Search results for ""Author Matthew Solomon""
University of Illinois Press Disappearing Tricks: Silent Film, Houdini, and the New Magic of the Twentieth Century
Disappearing Tricks revisits the golden age of theatrical magic and silent film to reveal how professional magicians shaped the early history of cinema. Where others have called upon magic as merely an evocative metaphor for the wonders of cinema, Matthew Solomon focuses on the work of the professional illusionists who actually made magic with moving pictures between 1895 and 1929.The first to reveal fully how powerfully magic impacted the development of cinema, the book combines film and theater history to uncover new evidence of the exchanges between magic and filmmaking in the United States and France during the silent period. Chapters detailing the stage and screen work of Harry Houdini and Georges Méliès show how each transformed theatrical magic to create innovative cinematic effects and thrilling new exploits for twentieth-century mass audiences. The book also considers the previously overlooked roles of anti-spiritualism and presentational performance in silent film.Highlighting early cinema's relationship to the performing body, visual deception, storytelling, and the occult, Solomon treats cinema and stage magic as overlapping practices that together revise our understanding of the origins of motion pictures and cinematic spectacle.
£22.99
The University of Michigan Press Méliès Boots: Footwear and Film Manufacturing in Second Industrial Revolution Paris
Before he became the father of cinematic special effects, George Méliès (1861-1938) was a maker of deluxe French footwear, an illusionist, and a caricaturist. Proceeding from these beginnings, Méliès Boots traces how the full trajectory of Georges Méliès’ career during the late-nineteenth and early-twentieth centuries, along with the larger cultural and historical contexts in which Méliès operated, shaped his cinematic oeuvre.

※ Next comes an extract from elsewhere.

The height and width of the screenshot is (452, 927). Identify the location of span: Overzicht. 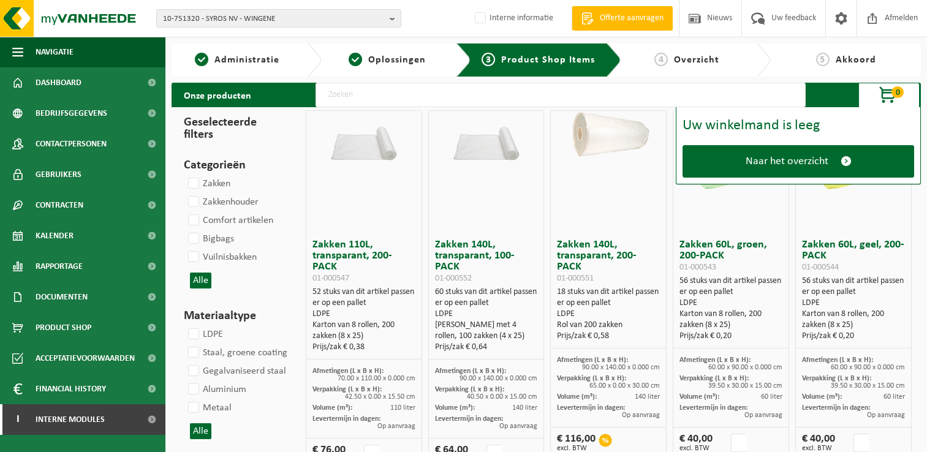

Solomon examines Méliès’ unpublished drawings and published caricatures, the role of laughter in his magic theater productions, and the constituent elements of what Méliès called "the new profession of the cinéaste." The book also reveals Méliès' connections to the Incohérents, a group of ephemeral artists from the 1880s, demonstrating the group’s relevance for Méliès, early cinema, and modernity. By positioning Méliès in relation to the material culture of his time, Solomon demonstrates that Méliès’ work was expressive of a distinctly modern, and modernist, sensibility that appeared in France during the 1880s in the wake of the Second Industrial Revolution.
£32.08
Bloomsbury Publishing PLC The Gold Rush
Matthew Solomon's study of Chaplin's The Gold Rush (1925) provides an in-depth discussion of the film's production and reception history, placing it in the context of the turn-of-the-century Alaska Klondike gold rush, and analyses the film's narrative and formal features, particularly its references to music-hall performance styles and tropes.
£12.99
The University of Michigan Press Magnificent Méliès: The Authorized Biography
The films of Georges MÉliÈs (1861–1938) are landmarks in the early history of narrative filmmaking and cinematic special effects. He was a harbinger of modern aesthetics and media manipulation, and this book, written by his granddaughter, is the only one that tells his full story. Magnificent MÉliÈs is a thoroughly researched but highly accessible book that is a crucial source for the scholar and an entertaining read for the nonspecialist. The core of the biography provides detailed accounts of MÉliÈs’s filmmaking years (1896–1912), from his first motion pictures shortly after the public premiere of the LumiÈre CinÉmatographe through such worldwide successes as his film Le Voyage dans la lune (A Trip to the Moon) and his eventual marginalization by the very industry he had helped to found. The biography also chronicles MÉliÈs’s formative work as director of Paris’s preeminent magic theater, the ThÉ tre Robert-Houdin; his subsequent career staging operettas for the ThÉ tre des VariÉtÉs Artistiques (1917–1923) in Montreuil on the site of one of his former film studios; and his later years selling toys and candy at the Gare Montparnasse (1926–1932) before being rediscovered by journalists and the avant-garde. These and other fascinating chapters highlight the remarkable range of MÉliÈs’s creative work while suggesting how his singular life was nevertheless shaped by the seismic historical shifts of Second Empire and Third Republic France.